2. Intercultural Exchange and Late Antique Historiography

The core of the workshop will investigate the impact of intercultural contacts on historiography first of all through case-studies analysing the exchange of historiographical materials across cultural borders (inter-religious and intra-religious borders, linguistic borders, political and ethnical borders, …):

a. full or partial translations of historiographical texts, or texts containing traces of sources originally written in another language (with a focus on how the process of translation impacts on the meanings carried by the original text);
b. ‘cultural translation’ of historiographical texts, namely their adaptation and reworking to fit a cultural context distinct from the original one;
c. examples of different uses made of the same sources by various dependants in different cultural contexts.
Equally welcome are papers with a broader approach, illuminating how the less rigid separation of languages and cultures in the late antique world is reflected in the historical writing of the period, and particularly in:
d. historiographical genres (new genres? adaptation of classical genres? blending of pre- existing genres?);
e. the historiographical language (how does the language of historiographical texts evolve, or not, and what influence may cross-cultural contacts have on this aspect?);
f. the conceptualisation of history itself (i.e. how philosophy of history, theology of history, interpretative patterns andWeltanschauung change in consequence of contacts with other cultures).
Finally, we would like to see papers engage with the theoretical questions raised by this kind of ‘liminal studies’:
g. problems of methodology, with particular attention to delicate issues such as oral transmission, lost sources, ‘living texts’ and all the problems posed by the use of an inter-disciplinary approach;
h. the meeting-grounds (or battle fields) of research on intercultural exchange with other recent scholarly trends, such as studies on identity formation and memory building, gender studies, micro-history, post-colonialism, …;
i. the definition of a conceptual frame for intercultural exchanges in Late Antiquity and of their place in the wider domain of cultural history, with a critical attitude towards the pros and cons of applying interpretative models elaborated in relation with modern or contemporary realities to Late Antiquity (e.g. the rise of nationalist movements, the concept of cultural hybridization, post-modern and post-colonial theories, theories about folklore and popular culture…).

3. Intercultural Encounters in Late Antique Historiography

The concluding section will try to map intercultural contacts in Late Antiquity on the basis of the direct testimonies of them in late antique historiographical texts:

a. what do late antique historiographical sources allow us to know about the precise ways (where, when, thanks to whom?) in which cultural exchanges happened?
b.
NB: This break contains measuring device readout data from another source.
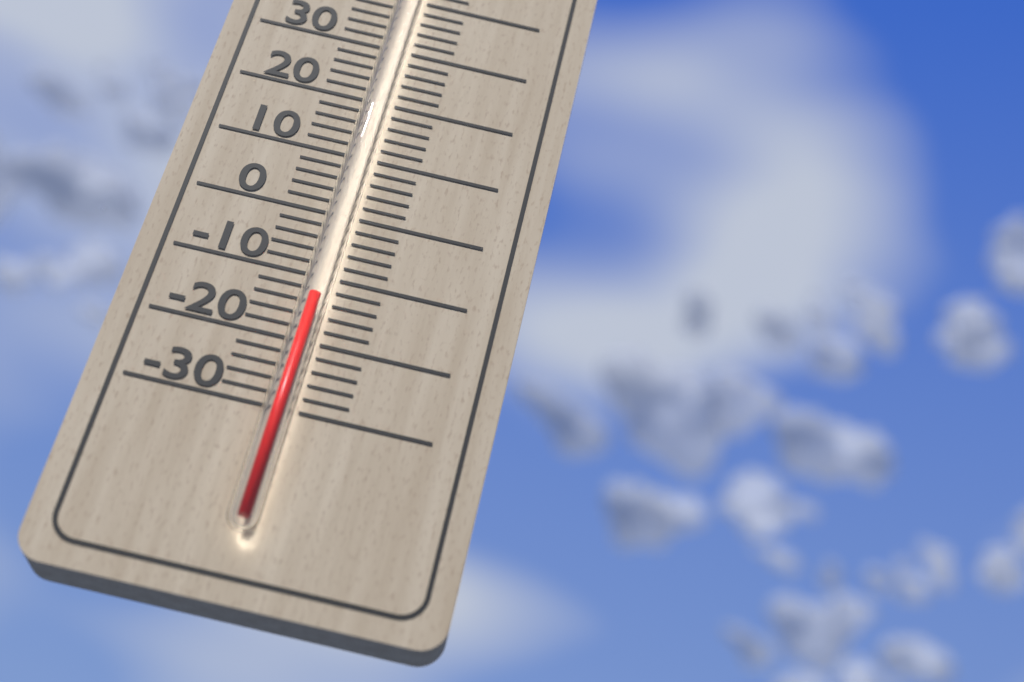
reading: -14 °C
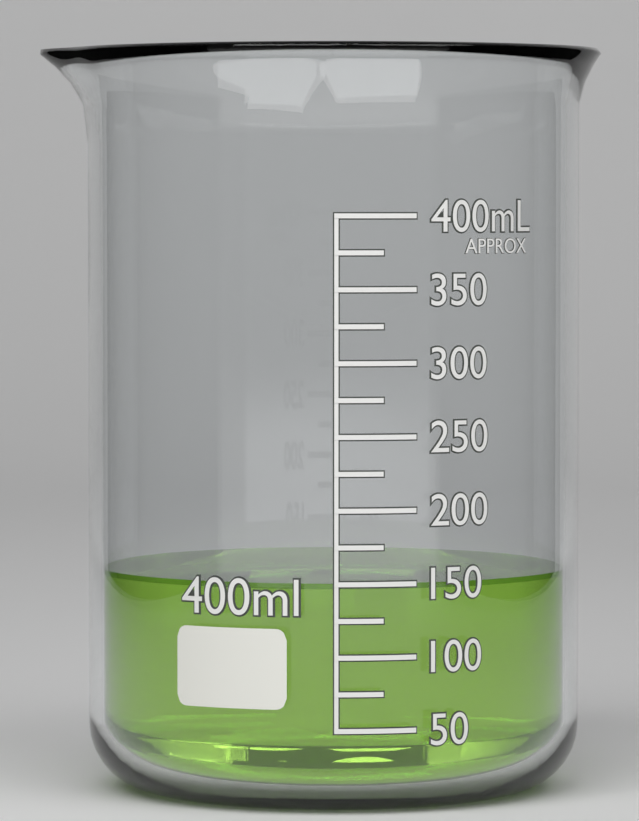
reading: 150 mL
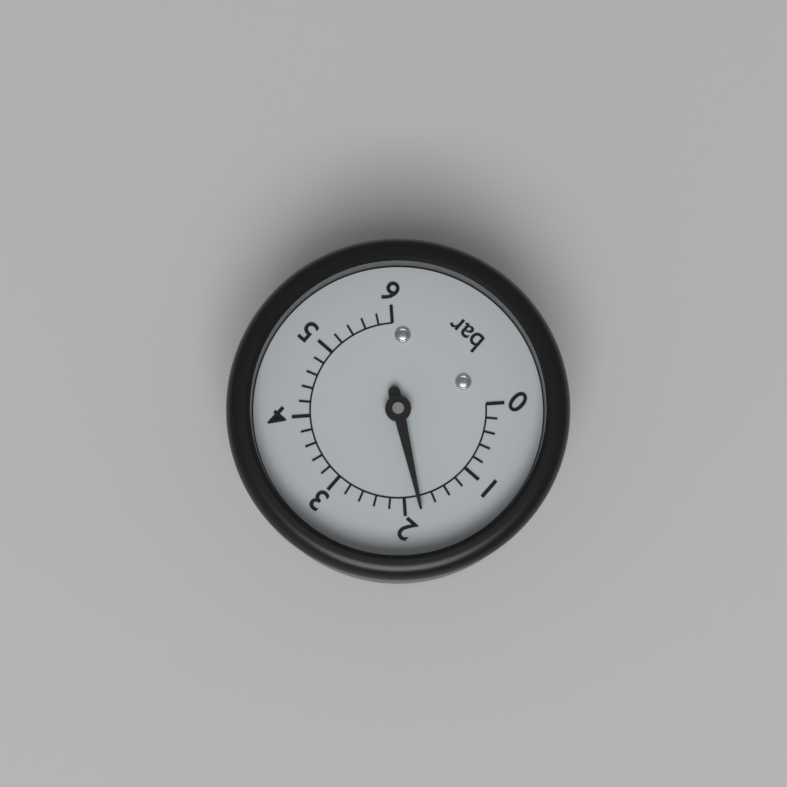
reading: 1.8 bar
How do late antique historians talk about the ‘other’ and the contacts with the ‘other’? How do they describe the context and the protagonists of such contacts? How are cultural differences depicted, justified, and deployed in narrative?
c. How do late antique historiographers assess intercultural exchange? What value do they attach to the cultural variety that we identify as typical of the later Roman world?
The outlined thematic division is not meant to be rigid, papers touching upon more that one of the mentioned points, or crossing the borders between the panels, will be gladly taken into account.